Our editorial pointed out that in 2001, when 87 members of the Senate sent President Bush a letter saying Yasser Arafat should not be invited to meet with high-level officials in Washington and faulting the Palestinian Arabs for using violence against Israel, Messrs. Lugar and Hagel were among those who failed to sign. “The bottom line,” we wrote, “is that Messrs. Hagel and Lugar (Hagar, is how their names can be contracted) want a weaker stance than most other senators against the terrorists in Iran and Syria and the West Bank and Gaza and against those who help the terrorists.”

We issued another editorial in respect of Mr. Hagel in 2007, after he and Mayor Bloomberg had dinner in Washington. The editorial suggested that the mayor, whom we were urging to jump into the presidential race, would be “wise to avoid entangling himself or his presidential ambitions much further with Mr. Hagel.” We noted, among other points, that Mr. Hagel had met at Damascus in 1998 “with the terror-sponsoring dictator, Hafez Al-Assad, and returned to tell a reporter about the meeting, “Peace comes through dealing with people. Peace doesn’t come at the end of a bayonet or the end of a gun.”

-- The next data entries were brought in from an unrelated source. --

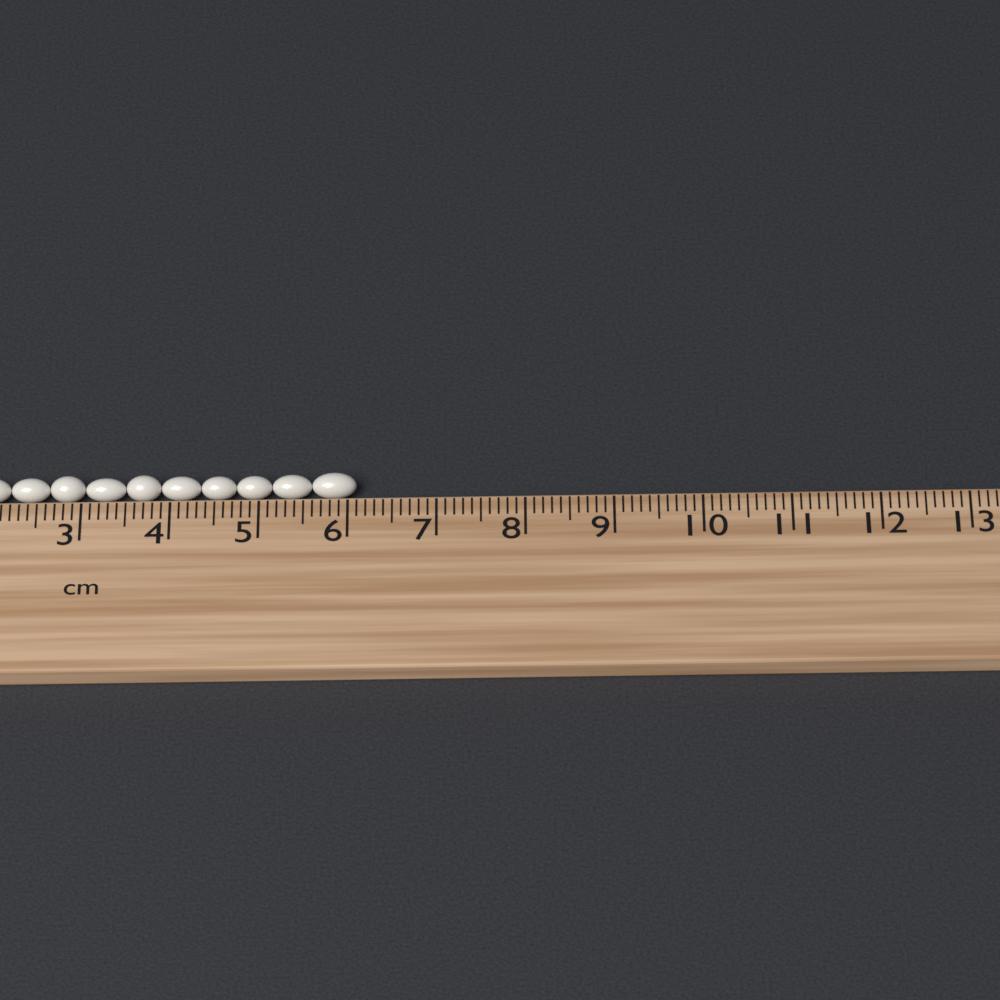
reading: 6.1 cm
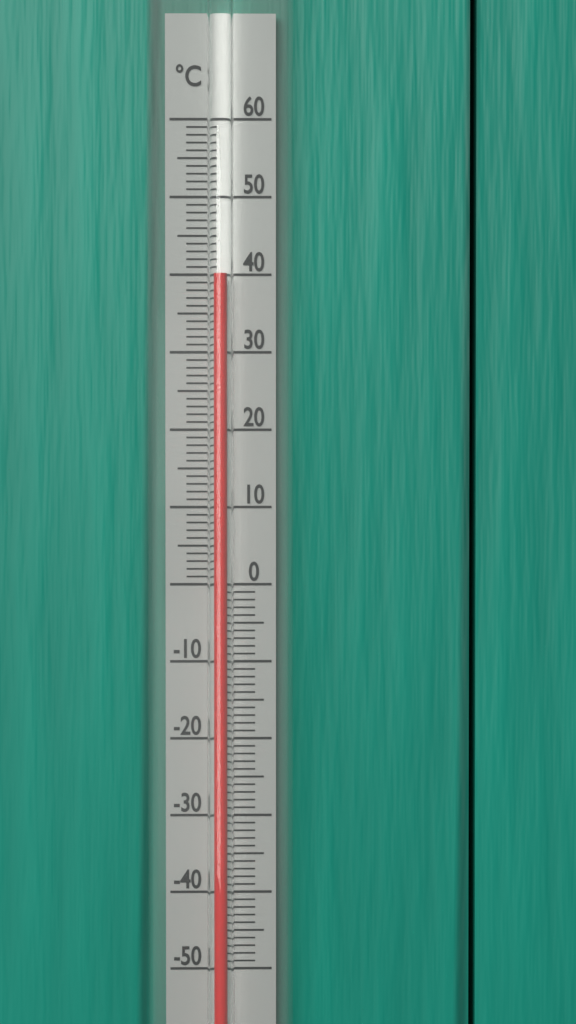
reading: 40 °C
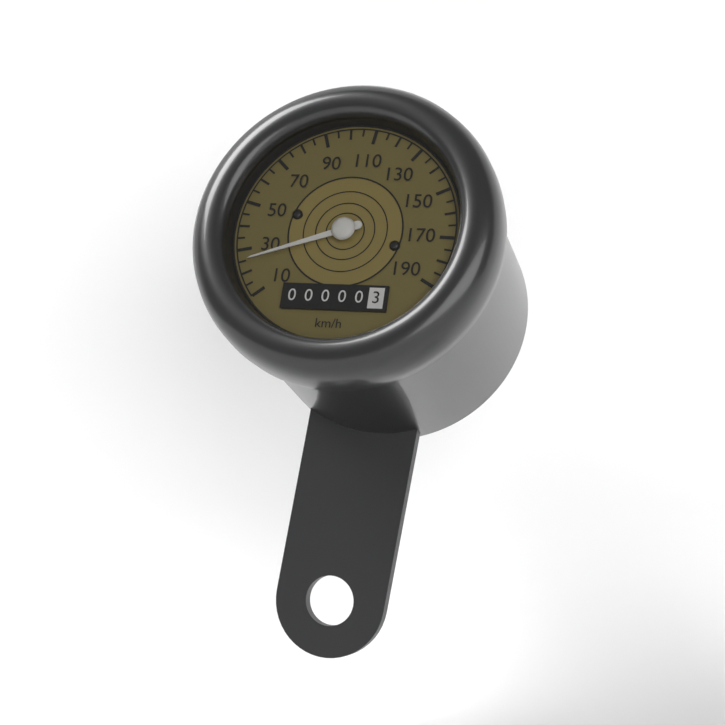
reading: 25 km/h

Mr. Hagel had recently appeared before an Arab group, where he’d boasted that his support for Israel wasn’t “automatic,” a slur not only on Israel but on his fellow Republicans who had long since emerged as the party more supportive of the struggle of the Jewish state to be left in peace in the Middle East. We issued yet another editorial about Mr. Hagel in January 2008, when Mr. Obama, then a senator, was asked by Jonathan Alter of Newsweek whether he would have Republicans in his cabinet. He’d praised Messrs. Lugar and Hagel, saying of the latter, that he was a “smart guy” who had shown some courage “even though we disagree on domestic policy.”

Domestic policy? The way the then-candidate, Mr. Obama, phrased it offered a hint of where his sentiments really lay in respect of foreign policy. Up until that point, we’d tended to take Mr. Obama at his word regarding Israel, but his comments to Mr. Alter about Mr. Hagel were, we suggested, a warning “that Senator Clinton and President Clinton may be onto something when they say Mr. Obama wouldn’t be ready to step into the job as president on Day One.” We characterized Mr. Hagel as being in an “extremist minority” that stands against “the bipartisan consensus in the Senate that wants a hard line against the terrorist enemies of Israel and America.”

In recent days there have been a number of excellent dispatches about Mr. Hagel from such writers as Bret Stephens of the Wall Street Journal and William Kristol of the Weekly Standard. But this isn’t really about Mr. Hagel one way or another. This is about Mr. Obama. What we’re seeing as he floats the name of Senator Hagel for secretary of defense is a glimpse of his true views on the Jewish state. He is against it in a deep, strategic way. He had to try to obfuscate that during his first term, because American voters are on the other side of the issue. Now, however, he’s run his last election and has the very “flexibility” he boasted he’d have in his famous whisper to President Medvedev. Pro-Israel Democrats can’t say they weren’t warned.